Makefiles are great for parallelization, just call it with -j N and voilá, it'll spawn N threads running whatever it can in parallel. But be careful, some dependencies won't break when run in serial because of the time it takes between one task and the other. In parallel this time can be zero (if you have enough threads) so be extra careful to name your dependencies very explicitly.
When you can split the file and analyse it in parallel (ie. syntax checkers) I bet you'd build your program using threads and syntax check one chunk on each thread, right? But what if you don't (want to?) have access to the syntax checker? Split the file and use make!

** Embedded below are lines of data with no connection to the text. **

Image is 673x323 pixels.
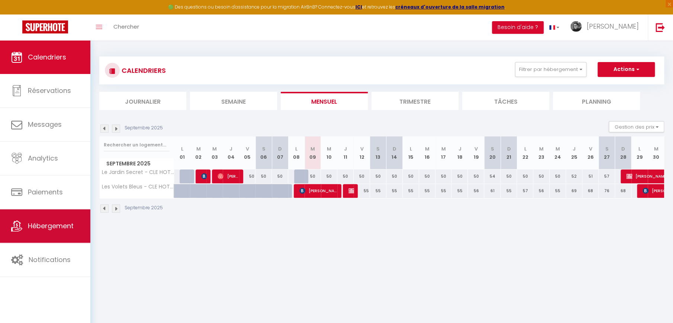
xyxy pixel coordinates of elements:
abbr: M [310,145,315,152]
span: [PERSON_NAME] [586,22,638,31]
li: Journalier [99,92,186,110]
div: 55 [500,184,517,198]
img: logout [655,23,665,32]
div: 57 [517,184,533,198]
span: Calendriers [28,52,66,62]
div: 50 [255,169,272,183]
button: Besoin d'aide ? [492,21,543,34]
abbr: S [376,145,379,152]
div: 50 [500,169,517,183]
div: 50 [451,169,468,183]
th: 14 [386,136,402,169]
th: 25 [566,136,582,169]
th: 01 [174,136,190,169]
button: Actions [597,62,654,77]
div: 76 [598,184,615,198]
div: 50 [386,169,402,183]
span: Analytics [28,153,58,163]
abbr: L [410,145,412,152]
th: 13 [370,136,386,169]
abbr: M [539,145,543,152]
abbr: S [605,145,608,152]
th: 03 [206,136,223,169]
div: 50 [468,169,484,183]
abbr: M [196,145,200,152]
div: 50 [517,169,533,183]
a: créneaux d'ouverture de la salle migration [395,4,504,10]
th: 09 [304,136,321,169]
img: Super Booking [22,20,68,33]
span: Paiements [28,187,63,197]
li: Planning [553,92,640,110]
div: 50 [533,169,549,183]
div: 69 [566,184,582,198]
span: [PERSON_NAME] [217,169,239,183]
th: 24 [549,136,566,169]
abbr: L [524,145,526,152]
div: 55 [386,184,402,198]
div: 50 [370,169,386,183]
abbr: J [344,145,347,152]
div: 50 [419,169,435,183]
span: Chercher [113,23,139,30]
button: Ouvrir le widget de chat LiveChat [6,3,28,25]
div: 50 [321,169,337,183]
abbr: M [212,145,217,152]
abbr: L [638,145,640,152]
th: 05 [239,136,255,169]
a: ... [PERSON_NAME] [565,14,647,41]
div: 68 [582,184,598,198]
abbr: J [229,145,232,152]
abbr: D [507,145,510,152]
span: [PERSON_NAME] [201,169,207,183]
span: Les Volets Bleus - CLE HOTES [101,184,175,190]
li: Tâches [462,92,549,110]
div: 55 [435,184,452,198]
abbr: M [441,145,445,152]
span: Notifications [29,255,71,264]
abbr: M [555,145,560,152]
abbr: J [572,145,575,152]
div: 55 [419,184,435,198]
th: 18 [451,136,468,169]
th: 20 [484,136,500,169]
th: 27 [598,136,615,169]
div: 55 [370,184,386,198]
abbr: S [262,145,265,152]
th: 15 [402,136,419,169]
th: 08 [288,136,304,169]
th: 23 [533,136,549,169]
div: 50 [435,169,452,183]
li: Trimestre [371,92,458,110]
abbr: V [588,145,592,152]
th: 26 [582,136,598,169]
span: Septembre 2025 [100,158,174,169]
span: [PERSON_NAME] [299,184,337,198]
a: Chercher [108,14,145,41]
th: 06 [255,136,272,169]
li: Mensuel [281,92,368,110]
div: 52 [566,169,582,183]
abbr: J [458,145,461,152]
li: Semaine [190,92,277,110]
a: ICI [355,4,362,10]
th: 12 [353,136,370,169]
abbr: M [327,145,331,152]
p: Septembre 2025 [125,125,163,132]
abbr: L [181,145,183,152]
div: 61 [484,184,500,198]
div: 50 [272,169,288,183]
h3: CALENDRIERS [120,62,166,79]
input: Rechercher un logement... [104,138,169,152]
abbr: V [474,145,478,152]
button: Filtrer par hébergement [515,62,586,77]
abbr: V [246,145,249,152]
th: 21 [500,136,517,169]
th: 11 [337,136,353,169]
abbr: M [653,145,658,152]
div: 50 [353,169,370,183]
div: 56 [533,184,549,198]
abbr: V [360,145,363,152]
div: 55 [402,184,419,198]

Splitting is easy but then, when you want to use the same Makefile for all splits (can be of any number of chunks), it's not easy to automate it using Makefile as “1 + 1” is not 2 in Make. Than you can do this:
$ make -j 10 -f split.make STEM=foo EXT=bar FILECOUNT=10 SPLIT=my_split_program CMD=my_syntax_check
and the Makefile like this:
# Creates a string "1 2 3 ... N"
ELEMENTS = $(shell for ((i=1;i<=$(FILECOUNT);i++)); do echo -n $$i' '; done)
# Creates a string STEM_1 STEM_2 ... STEM_N
STEMSPLIT = $(foreach suffix,$(ELEMENTS),$(STEM)_$(suffix))
all : $(STEM).$(EXT).out
# Copy all output files to overall output file
$(STEM).$(EXT).out : $(STEMSPLIT:=.$(EXT).out)
cat $^ > $@
# Run your program and save output
%.$(EXT).out : %.$(EXT)
$(CMD) $< > $@
# Split the files into chunks
$(STEMSPLIT:=.$(EXT)) : $(STEM).$(EXT)
$(SPLIT) $(FILECOUNT) $<
In order to get the whole output ($(STEM).$(EXT).out) you need the individual output files (%.$(EXT).out) generated by your program. Your program needs the chunks (%.$(EXT)) created by your splitter (use Unix split if you can) from the original file ($(STEM).$(EXT)).
PS: Remember, when cutting the Makefile from this page, transform all spaces into TABs of the Makefile wno't work properly.